Posted by: Steve | March 30, 2010

Streamlined Sacrifice

This morning my small group read from John 2 as part of our QT.  The middle of the chapter includes the first cleansing of the temple:

When it was almost time for the Jewish Passover, Jesus went up to Jerusalem. In the temple courts he found men selling cattle, sheep and doves, and others sitting at tables exchanging money. So he made a whip out of cords, and drove all from the temple area, both sheep and cattle; he scattered the coins of the money changers and overturned their tables. To those who sold doves he said, “Get these out of here! How dare you turn my Father’s house into a market!”

His disciples remembered that it is written: “Zeal for your house will consume me.”

Then the Jews demanded of him, “What miraculous sign can you show us to prove your authority to do all this?”

Jesus answered them, “Destroy this temple, and I will raise it again in three days.”

~John 2:13-19

The thought occurred to me:  Why was Jesus so angry?  I mean, He says it is because they had turned His Father’s house into a market, but what about that enraged Him?

What was the temple worth?  Jesus had no misconceptions about the reality of the temple.  He did away with the idea that the presence of God was at all limited by geography when the curtain was torn when He died, and in verse 19 straight-up refers to His body as the temple.  Paul continues this line of thought when he writes that our bodies are temples to the Lord.  The lyrics of a children’s song from my youth read, “The church is not a building, the church is not a steeple, the church is not a resting place – the church is the people…”

So what is my point?  Jesus was mad even though He might not consider the temple the holiest place on earth.  The Jews thought otherwise, so you might expect them to be irritated if something bad was happening in the temple courts.  One might expect it within the character of Jesus to give a stern rebuke, but to also remark that the temple wasn’t really as special as some people thought; to teach that the kingdom of God is among you, completely accessible.

But Jesus flips out like a bucking horse.  Or so it may seem.  I think He’s in total control of His faculties, but to the casual observer it looks like the Lord lost His divine marbles.  I think it was because this place was set apart for worship, and there was little worshiping.  It’s a simple answer, but true.

Worship at that time required sacrifice.  It always had and always will.  But this worship required submissiveness and animal sacrifice.  It only makes sense that the temple authority would have to regulate the animals being sold because of the cultural reality of urbanization, temple centrality, and diaspora.  When you build tables for a living and reside in the heart of Jerusalem in sheep country, it’s kind of hard to get a bull, and there is no provision for sacrificing tables; when you are a farmer who lives in Athens and makes a pilgrimage to the temple for passover, it is difficult to bring along your best bull.  And who better to get the sacrifice than the honest temple authority?

And to make everything faster, all those coins would need to be changed, as well.  It was either that or list the price in fifteen different currencies in fifteen different languages at each pavilion.

The operation sort of makes sense.  So why is Jesus so mad?  Would He have been less mad if they moved this whole operation outside the temple?  No, He probably would have torn that up, as well.  He was more enraged about the activity of the people’s hearts than where it happened.

The sacrifice was no longer sacrifice and the worship was no longer worship.  The sacrifice was some sort of reparation.  Where are you going, honey?  I’m going to stop by the market to pay for my sins.  Do you need anything while I’m out?

I do not think Jesus would have been angry had sacrifice retained its full value.  If the sacrifice was costly, the exchangers honest, and the people repentant and looking for God to save them (believe it or not, many Rabbis during the period taught just this), I believe Jesus would have been peachy with moneychangers and animals for sale inside the courtyard of the Gentiles.  But in that world, sacrifice became insignificant, cheap, casual, and streamlined.

Does that happen today?  When we throw stuff into the pot while music is played for us, do we recall how we actually earned that money?  Can we say that we put ‘x’ hours into the pot, and remember that sacrifice while we work?  Do we remember the cross?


From the first line of the material below through the line containing "You are a GUI", print every line exactly as it stands, but no pictures.

::::

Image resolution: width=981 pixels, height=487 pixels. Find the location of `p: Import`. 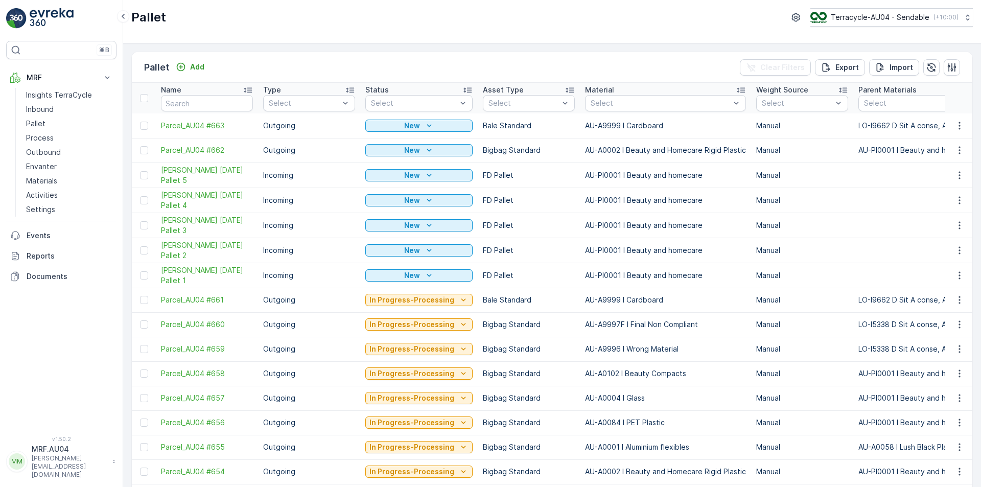

p: Import is located at coordinates (901, 67).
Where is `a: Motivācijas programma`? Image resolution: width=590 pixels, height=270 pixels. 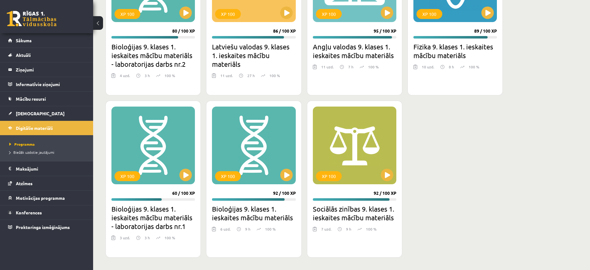
a: Motivācijas programma is located at coordinates (47, 198).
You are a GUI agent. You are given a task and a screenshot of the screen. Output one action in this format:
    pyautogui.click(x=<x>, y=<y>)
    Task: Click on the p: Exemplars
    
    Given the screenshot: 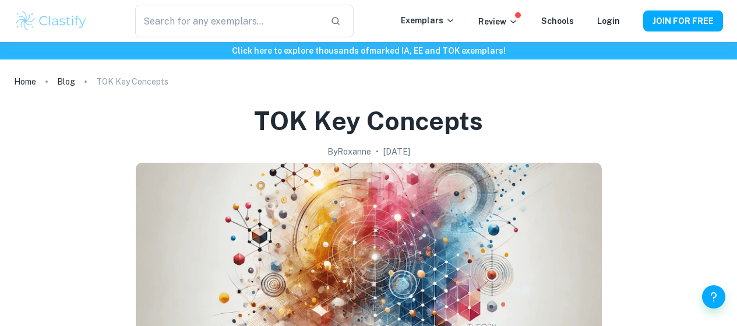 What is the action you would take?
    pyautogui.click(x=427, y=20)
    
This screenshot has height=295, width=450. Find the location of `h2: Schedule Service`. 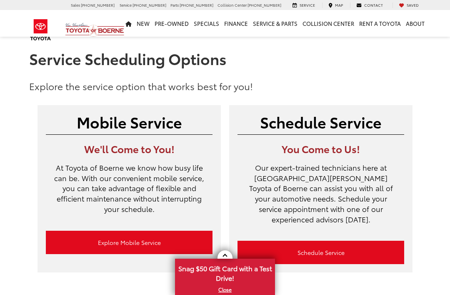

h2: Schedule Service is located at coordinates (321, 122).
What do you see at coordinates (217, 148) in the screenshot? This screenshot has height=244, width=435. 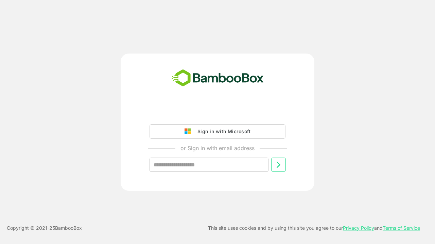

::::

> Exercise output:
Image resolution: width=981 pixels, height=487 pixels. Find the location of `p: Import`. 

p: Import is located at coordinates (901, 67).
Where is `a: Motivācijas programma`? Image resolution: width=590 pixels, height=270 pixels. 
a: Motivācijas programma is located at coordinates (47, 198).
You are a GUI agent. You are given a task and a screenshot of the screen. Output one action in this format:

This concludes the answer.